A bombed out apartment building |
Unfortunately, its economic performance
fails to reflect its very real potential since it has always been subject to
the vicissitudes of the Russian economy or has been punished by Russia for
seeking its independence, a problem that Western Europe and the US have failed
to systematically offset. Add to this the fact that, in just three weeks,
Russia is estimated to have destroyed a hundred billion dollars in Ukrainian
economic assets—or a little less than two-thirds of the GDP—and Ukraine is
currently the poorest nation in Europe.
So why hasn’t the EU done more to
embrace Ukraine and make it a progressive Western emerging economy, since the
country is not only willing but eager to do just that? Again, the answer is
appeasement. It is the West caving to Putin’s refusal to allow a sovereign nation
to exercise self-determination. Had the West moved in 2014 to bring Ukraine
into the European Union, and more importantly, into NATO, it would have taken a
much bigger Russian commitment to war than the one it is now making by
ruthlessly invading Ukrainian territory.
While it may be a laudable goal to try and avoid Western armed conflict with one of the world’s two most advanced nuclear powers—especially considering that it is someone as ruthless and brutal as Putin who currently has his hand on the Russian nuclear trigger—as happened with Hitler before World War II, appeasement very likely will prove to be a policy of postponement rather than of avoidance in facing down the Russian dictator. Seeing Putin’s performance to date, it is very hard to imagine that following NATO appeasement in Ukraine, he will not want to test the Western alliance’s resolve in acting on its all-for-one-and-one-for all Western defense policy.
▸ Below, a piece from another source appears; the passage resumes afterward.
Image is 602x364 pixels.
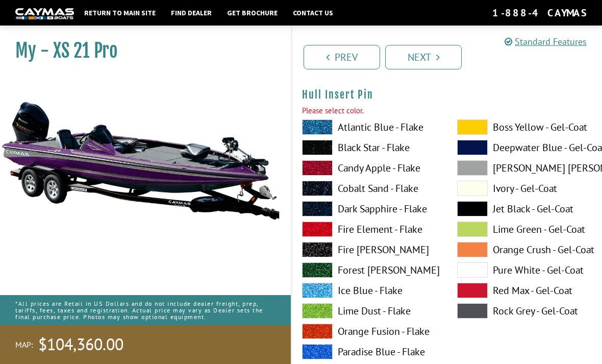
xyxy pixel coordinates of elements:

Russia with a defeated Ukraine would
pose an immediate threat to Moldova, Estonia, Latvia, and, thanks to its
alliance with Belarus, Lithuania. Poland would also be immediately vulnerable,
as Putin sought to make good on his dream of returning to the past glory of the
powerful Soviet Union.
The choices are clear: How NATO in
general and the US in particular react to further Russian expansion will almost
certainly either lead to a NATO-Russian shooting war, or it will lead to the
nullification of NATO as a viable body for the protection of Western security
and to the severe erosion of world security as a whole.
Meanwhile, Ukraine remains the
sacrificial lamb in a still cold war between East and West. Putin is determined
to use unadulterated state-terrorist tactics to bring Ukraine to its knees,
while the West appears to be content to stand by with its arms folded in the
hope that Putin will shoot himself out in that country and perhaps not then
push on to attack others.
The price of both opposing strategies is tragic. Ukraine, in just three weeks, has suffered indiscriminate bombing in sixteen of its twenty-five regions. As in Syria and Chechnya in the past, Putin’s war isn’t nearly as much on the Ukrainian military as it is on the Ukrainian people. His bombs have repeatedly destroyed apartment blocks, food and water supplies, heating facilities, stores and shops, markets, schools, churches, and, at last count, at least twenty-four hospitals. His attack on that country is the largest in any European country since World War II, already generating two and a half million refugees, predominately the elderly, women and children. In some locations, like the city of Mariupol, it has given rise to unprecedented humanitarian crises. Also in Mariupol, in just three days of Putin’s siege, at least one thousand three hundred civilians were slaughtered, and Ukrainian officials were forced to start creating mass graves to handle the war dead.
In short, the valiant people of Ukraine—who only sought to live in peace and democracy—and their courageous president are being sacrificed as pawns in the latest East-West power struggle, constituting the most heart-breaking human tragedy in Europe since the end of World War II.